Most people see a 5×7 bathroom and think compromise. I see the most efficient footprint in residential design. In this manifesto post, I break down the math that makes 35 square feet work so well: three distinct zones, zero wasted circulation, and enough flexibility to handle a tub, a shower, or a full wet room. If you think you need more space, you probably just need a better plan. Here’s how to read those 35 square feet the way a designer does.

I’ve designed over 80 bathrooms in LA, and I keep coming back to the same dimensions: five feet by seven feet. Not because it’s the only size I get — but because it’s the one that makes the most sense.

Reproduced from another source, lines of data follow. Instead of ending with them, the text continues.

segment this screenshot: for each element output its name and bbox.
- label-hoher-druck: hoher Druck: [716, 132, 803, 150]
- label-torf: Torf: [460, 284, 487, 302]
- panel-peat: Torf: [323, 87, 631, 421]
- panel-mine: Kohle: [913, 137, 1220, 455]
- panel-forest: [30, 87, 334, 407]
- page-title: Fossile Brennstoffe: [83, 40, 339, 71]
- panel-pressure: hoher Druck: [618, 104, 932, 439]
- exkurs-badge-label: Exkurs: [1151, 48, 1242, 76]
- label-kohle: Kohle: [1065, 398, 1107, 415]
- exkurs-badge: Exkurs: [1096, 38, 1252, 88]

A 5×7 bathroom gives you 35 square feet. That’s small, but it’s not tight. It’s the Goldilocks zone between a powder room and a full bath that needs a hallway’s worth of circulation space. What makes it work isn’t the square footage. It’s the rectangle.

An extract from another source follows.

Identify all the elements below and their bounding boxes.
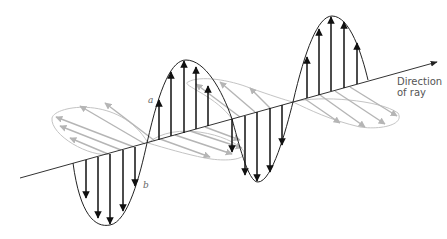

Five by seven is long enough to separate zones but narrow enough that you never waste floor area on just walking. You enter on one short wall, and immediately the room organizes itself: vanity to one side, toilet beyond it, shower or tub against the far wall. Three distinct wet and dry zones, zero wasted steps.

With seven feet of length, you can fit a standard 60-inch tub across the back wall and still have room for a 24-inch vanity and a toilet with proper 15-inch centerline clearance. With five feet of width, you can place a full 30-inch vanity on one side and still leave a comfortable 30-inch passage to the shower. Those aren’t creative interpretations of code — they’re dimensions that feel genuinely generous when you’re standing in them.

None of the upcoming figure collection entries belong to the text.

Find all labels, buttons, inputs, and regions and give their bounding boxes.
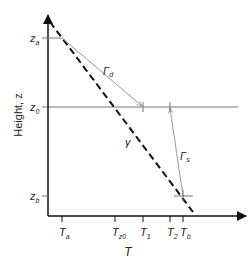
- z0-label: z0: [29, 101, 40, 115]
- dry-adiabat-label: Γd: [103, 65, 114, 78]
- zb-label: zb: [29, 190, 40, 204]
- lapse-rate-diagram: Height, z za z0 zb Ta Tz0 T1 T2 Tb T Γd …: [0, 0, 252, 269]
- tb-label: Tb: [180, 226, 191, 240]
- saturated-adiabat-label: Γs: [180, 150, 190, 163]
- y-axis-label: Height, z: [12, 93, 24, 136]
- x-axis-label: T: [124, 245, 133, 259]
- t2-label: T2: [167, 226, 178, 240]
- ta-label: Ta: [59, 226, 70, 240]
- environmental-lapse-label: γ: [125, 136, 132, 148]
- za-label: za: [29, 32, 40, 46]
- tz0-label: Tz0: [112, 226, 126, 240]
- dry-adiabat-line: [62, 38, 142, 106]
- t1-label: T1: [140, 226, 151, 240]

I’ve drawn 5×7 layouts with a tub, with a walk-in shower, with a pocket door, with a window on the long wall, with the vanity centered, offset, floating, freestanding. The rectangle absorbs all of it. Try doing that in a 5×8 — you’ll end up with a bowling alley. Try a 6×6 square — you’ll spend half your floor space on an awkward dance between door swing and toilet. The 5×7’s asymmetry is its superpower.

The other thing nobody tells you: 5×7 fits off-the-shelf everything. A standard tub. A standard vanity depth. Subway tile with no awkward slivers. You aren’t paying for custom cuts or shrinking fixtures down to dollhouse proportions. That alone saves thousands in renovation costs.

If you’re working with a 5×7 bathroom, you don’t need my permission to love it. But you might need my plans. Start by drawing the toilet location first — center it on the short wall opposite the door, 15 inches from side walls to center. Let everything else fall in around that. You’ll be surprised how much room you actually have.